Oscar-winning actor Robert De Niro made headlines last week for a line he delivered during his commencement address to the Brown University Class of 2017. Recapping the past four years, he quipped that “when you started school, the country was an inspiring, uplifting drama…You are graduating into a tragic, dumbass comedy.” The line was delivered with a smirk, but there was sincerity in his sentiment, implying that America has dramatically changed for the worse for the young adults in the audience. To him, the definition of America has fallen from the quality of Raging Bull to Meet the Fockers.
Contrary to his analogy of dramatic American decline, the United States remains the land of freedom and opportunity, though one with tremendous hurdles for recent graduates. Transformative technologies and companies such as Apple, Google, Uber and Amazon has provided us with more access to knowledge and connectivity than ever before. Yet, even with this blinding pace of technological progress, the United States presents massive, systemic challenges for younger generations that must be understood, analyzed, and addressed to preserve this grand experiment.
For the first time, young adults today are making $2000 less on average than their parents did when they were the same age. Currently, there is a larger percentage of 18 to 34-year old’s living at home with their parents than at any point since 1900 – with the exception of the housing shortage during WWII. Student debt is at an all-time high $1.4 trillion – more than doubled over the last decade – and threatens to delay major life decisions for millennials, such as getting married or buying a home. To cap it all off, our national debt is at a record high $20 trillion and we have barely begun to hit the $100+ trillion unpaid for liabilities that are associated with the baby boomer retirement wave. All of the federal policy problems do not even touch upon the challenges that recent graduates will face with a constantly shifting jobs landscape in the era of mass automation.
None of these stark realities that face the graduates of Brown and the millions of others that graduated this summer were created in the ballot box in November. Yet, the idea that the American experience – its core creeds of life, liberty, and the pursuit of happiness – can shift so dramatically in so little time based on who sits in the Oval Office is one that is held by many. This extreme polarization simultaneously turns so many away from the political process. The disengagement effect on recent graduates is one that should be of the gravest concern.
The most tragic part about De Niro’s analogy is that it perpetuates the idea that the only thing that matters is the fever-pitched politics surrounding the occupant of a single office that is voted on once every four years. Everyone, but especially recent graduates, must be aware and participate in the policy problems and solutions that confront our generation’s livelihoods. Disengagement cedes the issues to politicians in Washington, which always puts their own reelections – and thus frequent voting seniors’ interests – above all else.
Hopefully, the Ivy League educated audience knows better than to take life-lessons from a Hollywood actor. But if they do, it should be when De Niro implores the graduates to “work for the change” so that the “Class of 2018 will graduate into a better world.” Regardless of one’s feelings about President Trump or President Obama, the United States of America is so much more than the person that occupies the White House at a given time. It is a shared project – one that will require civic education and engagement from recent graduates – to protect, preserve, and prosper. Disengagement from recent graduates will solidify the United States’ plot path as a slow-developing horror film.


§ **Description of the task**
Could you restate the data below word for word, without its pictures?

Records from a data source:
........

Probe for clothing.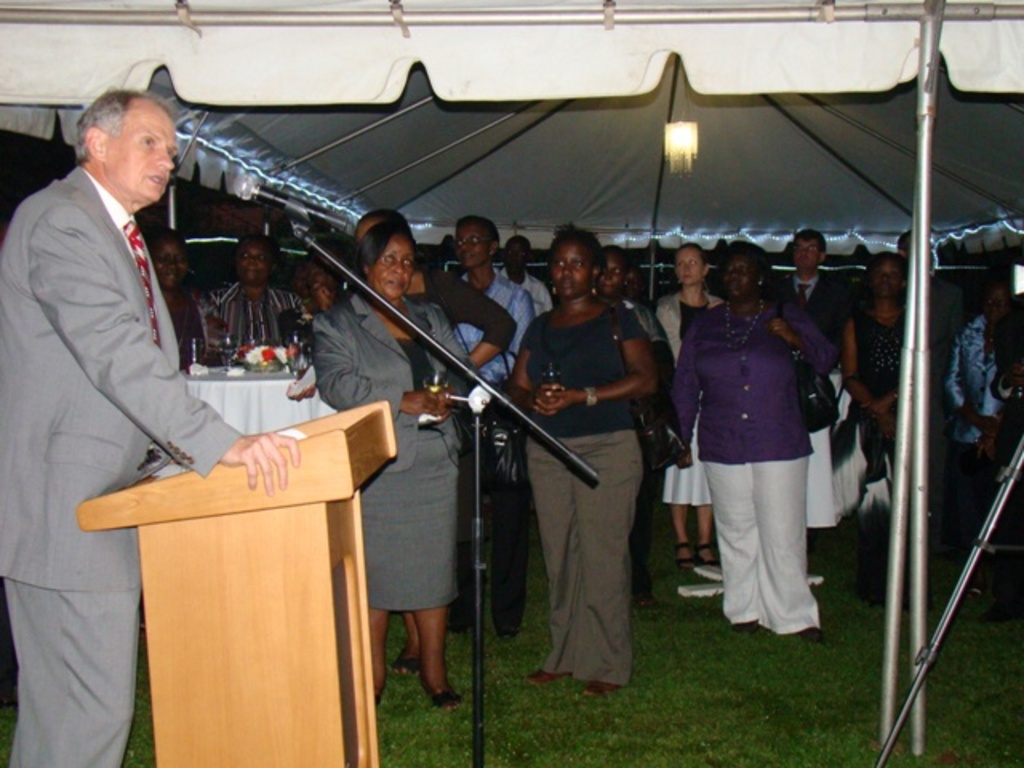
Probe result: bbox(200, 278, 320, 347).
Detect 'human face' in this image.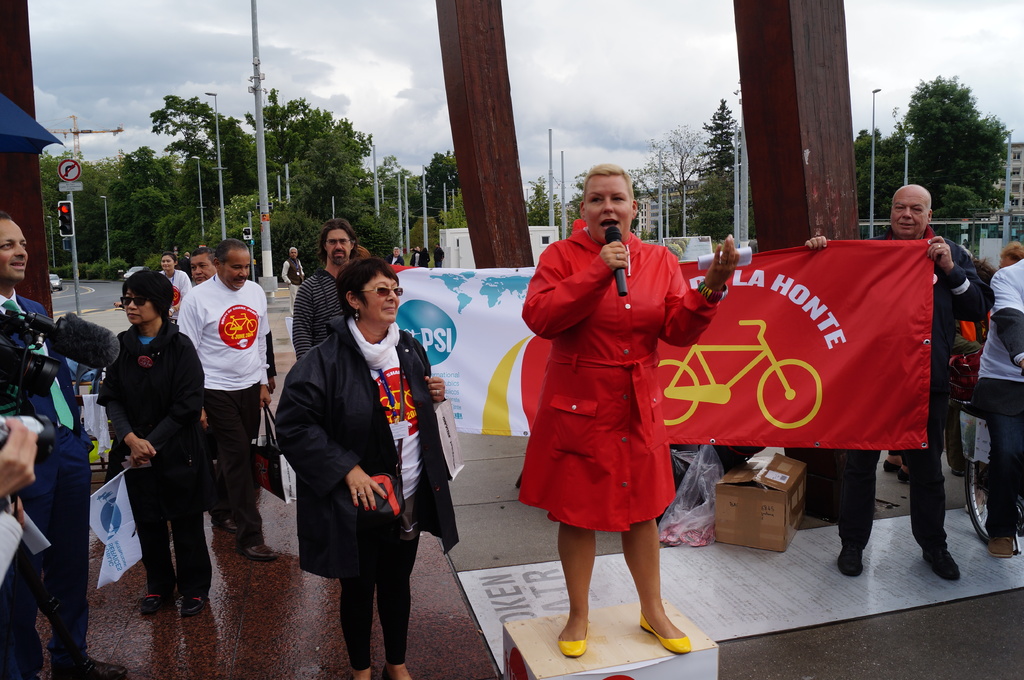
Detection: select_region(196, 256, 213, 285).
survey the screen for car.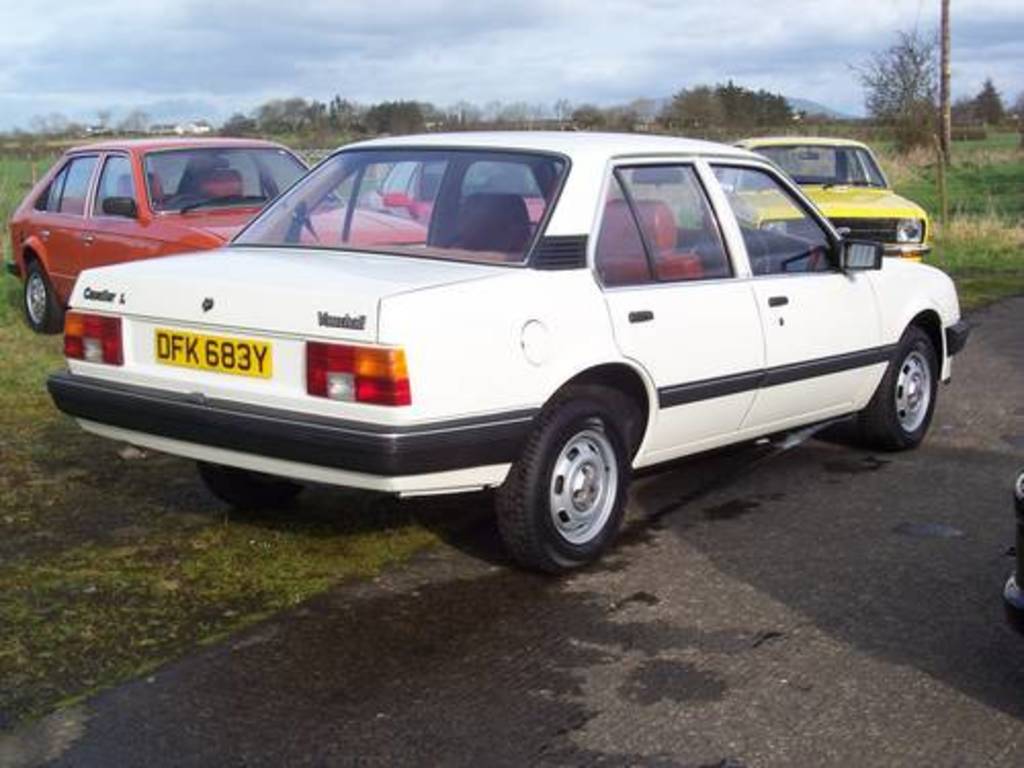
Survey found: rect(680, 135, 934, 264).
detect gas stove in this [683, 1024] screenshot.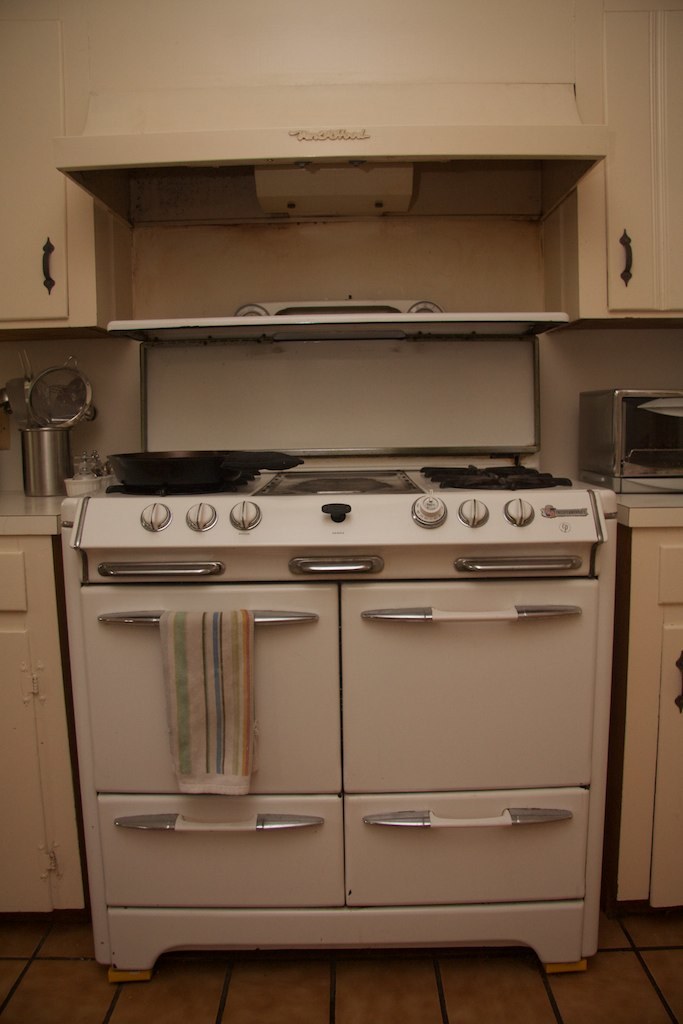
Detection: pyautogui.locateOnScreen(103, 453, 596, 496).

........

§ **Answer to this exercise**
Probe for clothing.
Probe result: bbox(200, 278, 320, 347).
Detect 'human face' in this image.
Detection: select_region(196, 256, 213, 285).
survey the screen for car.
Survey found: rect(680, 135, 934, 264).
detect gas stove in this [683, 1024] screenshot.
Detection: pyautogui.locateOnScreen(103, 453, 596, 496).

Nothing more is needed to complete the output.